The Scale of the Cuts

New data from the National Institutes of Health (NIH) shows a significant contraction in research funding. Grants for Alzheimer’s and aging research were nearly halved, dropping from 369 in 2024 to just 177 in 2025. Mental health research faced a 47% decrease, and cancer research grants fell by 23% despite rising cancer rates among younger adults. Overall, NIH funding for new research projects plummeted from roughly 5,000 in 2024 to approximately 3,900 in 2025.

Experts describe the situation as unprecedented. Jeremy Berg, a former director of one of NIH’s largest institutes, stated this is “the worst year I’ve ever seen, probably going back to the 1980s.” The cuts exacerbate an existing strain on the research system, where competition for limited funds already stifled unconventional ideas.

Policy Changes and Funding Mechanisms

The primary driver of these cuts is a recent White House Office of Management and Budget policy requiring NIH to pay the full cost of approved grants upfront. Previously, NIH funded grants year by year, allowing for more projects with a given budget. Now, multi-year grants must be fully paid at the outset, drastically reducing the number of new projects funded.

Michael Lauer, who oversaw NIH grant-making for nearly a decade, explained the effect bluntly: “Instead of funding five grants, you now only fund one… four other grants that would’ve been funded don’t get funded.” This single change alone is estimated to have eliminated roughly 1,000 new research initiatives.

Additionally, the Trump administration terminated thousands of existing grants, with the leftover money reverting to the US Treasury instead of being reinvested in research. Approximately $500 million was lost this way. On top of this, grant applications increased by 12% in 2025, further intensifying competition for dwindling funds.

The Impact on Innovation

Reducing funding doesn’t just mean fewer projects get started; it fundamentally alters the type of research that survives. Nobel laureate Philippe Aghion’s work demonstrates that excessive competition stifles innovation, favoring conservative science over high-risk, potentially transformative ideas.

Exploratory research, such as the recent UK study linking shingles vaccines to reduced dementia risk, may struggle to secure funding under these conditions. Even groundbreaking researchers like Katalin Karikó, whose mRNA work underpins the Covid-19 vaccines, faced repeated grant rejections before her breakthroughs.

Long-Term Consequences

The cuts are not just short-term setbacks. Researchers are leaving the field, relocating to other countries, or abandoning science altogether. These losses are likely permanent, as experts note that talent lost is unlikely to return.
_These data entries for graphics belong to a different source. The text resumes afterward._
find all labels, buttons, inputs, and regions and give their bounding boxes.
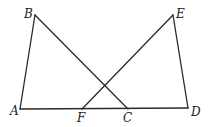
segment-ab: [20, 15, 35, 109]
labels-group: A B C D E F: [9, 7, 201, 125]
segments-group: [20, 15, 188, 109]
segment-bc: [35, 15, 128, 109]
geometry-diagram: A B C D E F: [0, 0, 212, 127]
point-label-f: F: [76, 111, 86, 125]
point-label-c: C: [123, 111, 132, 125]
point-label-a: A: [9, 104, 19, 118]
segment-fe: [82, 15, 173, 109]
segment-ed: [173, 15, 188, 108]
point-label-d: D: [190, 105, 201, 119]
point-label-b: B: [23, 7, 33, 21]
segment-ad: [20, 108, 188, 109]
point-label-e: E: [175, 7, 185, 21]
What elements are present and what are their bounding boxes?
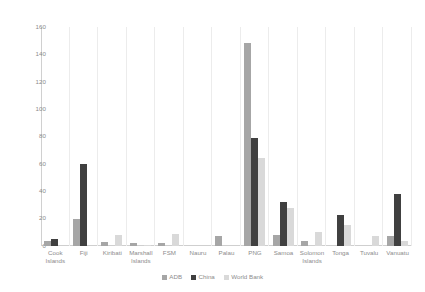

Early signs indicate that 2026 may be even worse, with the White House delaying the release of approved NIH funding and making significantly fewer new awards than usual. The true cost of this funding crisis will be the discoveries never made—the “beautiful island of incredibly important stuff” that researchers may never reach.

The current trajectory poses a serious threat to medical progress, hindering the development of treatments and cures for some of the most pressing health challenges facing society.